April 17, 2026

Crossing the digital divide: Creating real value for informal economies

5 min read

South Africa’s informal economy is a R1 trillion engine of survival, ingenuity and resilience[1]. It represents 19.5% of total employment across 1.9 million businesses and it is built by people of all ages, nationalities and genders[2]. In townships and peri-urban areas, where more than half the country’s population lives, informal traders are increasingly becoming the most visible and vital players in local economies. They support the economy, build communities, and sustain homes.

 

And yet, they also remain largely excluded from the digital realm. Marketing and general awareness remain a challenge with nearly 35% of informal sector companies needing more support[3]. Digital marketing and access to digital services that give them presence and make it easier for customers to find them are key to supporting the sector’s growth and expansion.

 

This is the inclusion gap, where informal enterprise meets invisible infrastructure, and it is one that needs to be crossed for everyone’s benefit. If informal traders can make their brick-and-mortar stores discoverable in the digital world, the impact would be transformative. This gap between digital potential and practical access is exactly where scalable impact lies. When informal retailers are digitally onboarded, they gain convenience and access to their own reservoir of transaction histories. With access to the right support and platforms, they can benefit from the opportunity create their own digital microsystems built and build customer loyalty and even reward programmes.

 

Flood helps informal traders gain this visibility in the simplest way possible. The white-label platform operating on the SuperApp-as-a-Service model embeds digital commerce, payments, loyalty and rewards directly into the applications of trusted companies such as banks and telcos. Working through these trusted platforms that users already know, Flood puts informal traders into the spotlight, making it easier for them to attract customers, helping them to be found on a digital platform offered by a large audience player that offers access to an engaged audience. The goal is to take away the need for informal traders to download a new app or invest in expensive hardware so they can benefit from digital marketing. Instead, they use an existing ecosystem to create a digital presence which alerts nearby customers to their location, special offers and products.

 

The truth is that real inclusion must go beyond just software. It needs for companies working together to provide the informal market with tools that are easy to use and accessible within their existing constraints.

 

As collaboration deepens, there is a clear path forward for telcos to become digital enablers, banks SME catalysts and regulators innovation partners. These changing priorities align with the themes of the 2025 SME Finance Forum, the official G20 side event focused on financial inclusion, digital innovation and sustainable SME growth. The goal of this event is, across multiple partners and policymakers, to reframe how the ecosystem thinks about inclusion. It is more than just a social objective; it is a smart and scalable economic strategy that can change the shape of the country.

 

This event, and the conversations that spark up around it, should also focus on how inclusion is more than bringing people into a system. It isn’t as simple as giving people access to banking or digital tools. Real inclusion means meeting people where they actually are and then making the system work better for them in ways that make sense. Otherwise, inclusion becomes more hills for informal traders to climb.

 

Crossing the divide should be about designing systems flexible enough to recognise the value of the informal economy by making it digitally discoverable and adapting to its rhythms, supporting the sector’s growth on its own terms. If inclusion is to be meaningful, not just measurable, it must be shared and built around people. The conversations at SMEFF are an invaluable start, but action requires alignment and proximity so that the solutions for the informal economy recognise all its contributors.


*Exercise details*.
What lines in the data below mention the string "this"? Copy them out.

*** Opening Source information ***

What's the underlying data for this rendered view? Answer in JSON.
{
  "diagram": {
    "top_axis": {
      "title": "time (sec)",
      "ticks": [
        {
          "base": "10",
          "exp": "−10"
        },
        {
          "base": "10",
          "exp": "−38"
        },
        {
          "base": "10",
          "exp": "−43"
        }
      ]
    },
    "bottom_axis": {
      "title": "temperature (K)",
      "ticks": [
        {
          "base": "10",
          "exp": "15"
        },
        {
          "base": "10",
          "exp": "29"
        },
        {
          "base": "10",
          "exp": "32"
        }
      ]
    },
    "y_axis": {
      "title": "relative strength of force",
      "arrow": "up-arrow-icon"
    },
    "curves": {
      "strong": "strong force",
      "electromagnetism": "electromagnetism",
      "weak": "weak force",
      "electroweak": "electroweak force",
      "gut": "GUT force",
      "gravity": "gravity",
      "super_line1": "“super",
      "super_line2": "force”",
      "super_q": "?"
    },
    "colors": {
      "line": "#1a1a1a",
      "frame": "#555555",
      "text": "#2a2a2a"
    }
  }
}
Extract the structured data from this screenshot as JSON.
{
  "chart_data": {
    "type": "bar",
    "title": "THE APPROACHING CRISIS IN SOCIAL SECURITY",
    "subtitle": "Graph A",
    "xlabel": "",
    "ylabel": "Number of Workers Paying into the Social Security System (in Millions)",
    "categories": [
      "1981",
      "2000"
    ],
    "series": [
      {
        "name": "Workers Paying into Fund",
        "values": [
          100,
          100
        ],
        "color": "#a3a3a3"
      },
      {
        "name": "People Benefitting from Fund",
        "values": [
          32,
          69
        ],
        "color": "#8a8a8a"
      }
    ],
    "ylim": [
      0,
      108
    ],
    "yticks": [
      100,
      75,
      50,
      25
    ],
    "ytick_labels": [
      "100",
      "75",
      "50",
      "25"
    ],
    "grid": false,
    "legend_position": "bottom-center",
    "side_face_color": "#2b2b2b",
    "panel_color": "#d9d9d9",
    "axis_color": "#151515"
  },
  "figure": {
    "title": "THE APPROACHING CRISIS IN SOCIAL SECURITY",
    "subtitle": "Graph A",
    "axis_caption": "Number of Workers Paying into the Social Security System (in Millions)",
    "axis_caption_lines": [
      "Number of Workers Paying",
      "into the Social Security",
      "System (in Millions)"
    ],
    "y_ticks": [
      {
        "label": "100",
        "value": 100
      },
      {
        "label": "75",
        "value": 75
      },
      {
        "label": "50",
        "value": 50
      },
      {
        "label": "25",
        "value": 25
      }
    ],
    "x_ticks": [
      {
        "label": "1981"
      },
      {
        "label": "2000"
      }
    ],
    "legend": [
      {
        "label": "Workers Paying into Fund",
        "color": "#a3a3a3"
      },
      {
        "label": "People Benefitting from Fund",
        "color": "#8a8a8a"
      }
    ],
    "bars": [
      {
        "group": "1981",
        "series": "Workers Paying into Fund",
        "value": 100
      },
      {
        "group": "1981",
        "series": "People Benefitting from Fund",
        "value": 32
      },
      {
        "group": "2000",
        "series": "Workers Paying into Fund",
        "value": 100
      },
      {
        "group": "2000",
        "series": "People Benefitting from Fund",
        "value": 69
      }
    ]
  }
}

*** Closing Source information ***

*Response*.
What's the underlying data for this rendered view? Answer in JSON.
Extract the structured data from this screenshot as JSON.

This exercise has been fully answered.